Mary Jane Jacob
Mary Jane Jacob is an American curator, writer, and educator from Chicago, Illinois. She is a professor at the School of the Art Institute of Chicago, and is the former Executive Director of Exhibitions and Exhibition Studies. She has held posts as Chief Curator at the Museum of Contemporary Art, Los Angeles and at the Museum of Contemporary Art, Chicago.
Since 1990 Jacob has been a pioneer in the areas of public, site-specific, and socially engaged art. Jacob is the author and editor of many key texts including Conversations at the Castle: Changing Audiences and Contemporary Art and Culture in Action: New Public Art in Chicago.
Jacob has mounted exhibitions, and created public art opportunities that have featured the work of some of the most influential artists in contemporary art including Mark Dion, Suzanne Lacy, Ernesto Pujol, J. Morgan Puett, Pablo Helguera, Marina Abramović, and Alfredo Jaar. The Women's Caucus for Art honored Jacob as a 2010 recipient of the organization's Lifetime Achievement Award.
Jacob received her M.A. in the History of Art and Museum Studies from the University of Michigan, Ann Arbor.
Curatorial approach
Jacob has an approach to curation that focuses heavily on site, history, social context, and audience relationships. These approaches are most evident in her influential project Culture in Action: Public Art in Chicago.Exhibitions and projects
In 1991 and again in 2000-2008 Jacob was the curator of visual arts projects for Spoleto Festival USA in Charleston, South Carolina. This was the site of Places With a Past and Places With a Future.In 1996 Jacob was the curator of Conversations at the Castle: Changing Audiences and Contemporary Art as part of the Arts Festival of Atlanta for the 1996 Olympics.
In September 2014, she opened an exhibition, A Proximity of Consciousness: Art and Social Action, which also connected to the symposium, A Lived Practice, held at the School of the Art Institute of Chicago and was co-curated with Kate Zeller. Jacob and Zeller also co-edited the Chicago Social Practice History Series, a four-volume set distributed by the University of Chicago Press that came out of the show. In addition to editing the series, Jacob and Zeller also edited one of the volumes in the series, A Lived Practice, along with Terry Ann R. Neff.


- **Your objective**: Which lines come from the start of the records through the line that holds "The width and"? Write them out word for word.
[Opening Records for processing section]
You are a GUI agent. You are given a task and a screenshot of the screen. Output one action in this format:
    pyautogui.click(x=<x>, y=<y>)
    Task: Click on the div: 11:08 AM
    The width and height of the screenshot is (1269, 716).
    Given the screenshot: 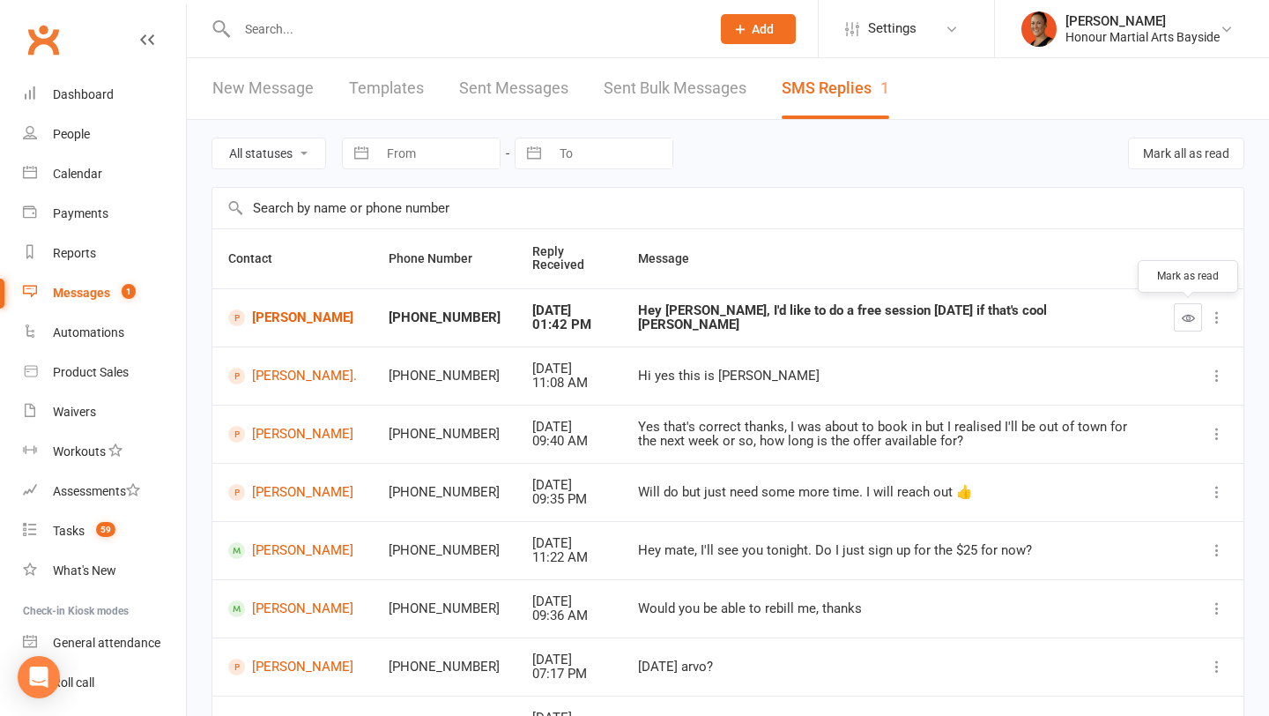 What is the action you would take?
    pyautogui.click(x=569, y=383)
[Closing Records for processing section]
- **Completed exercise**:
You are a GUI agent. You are given a task and a screenshot of the screen. Output one action in this format:
    pyautogui.click(x=<x>, y=<y>)
    Task: Click on the div: 11:08 AM
    The width and height of the screenshot is (1269, 716).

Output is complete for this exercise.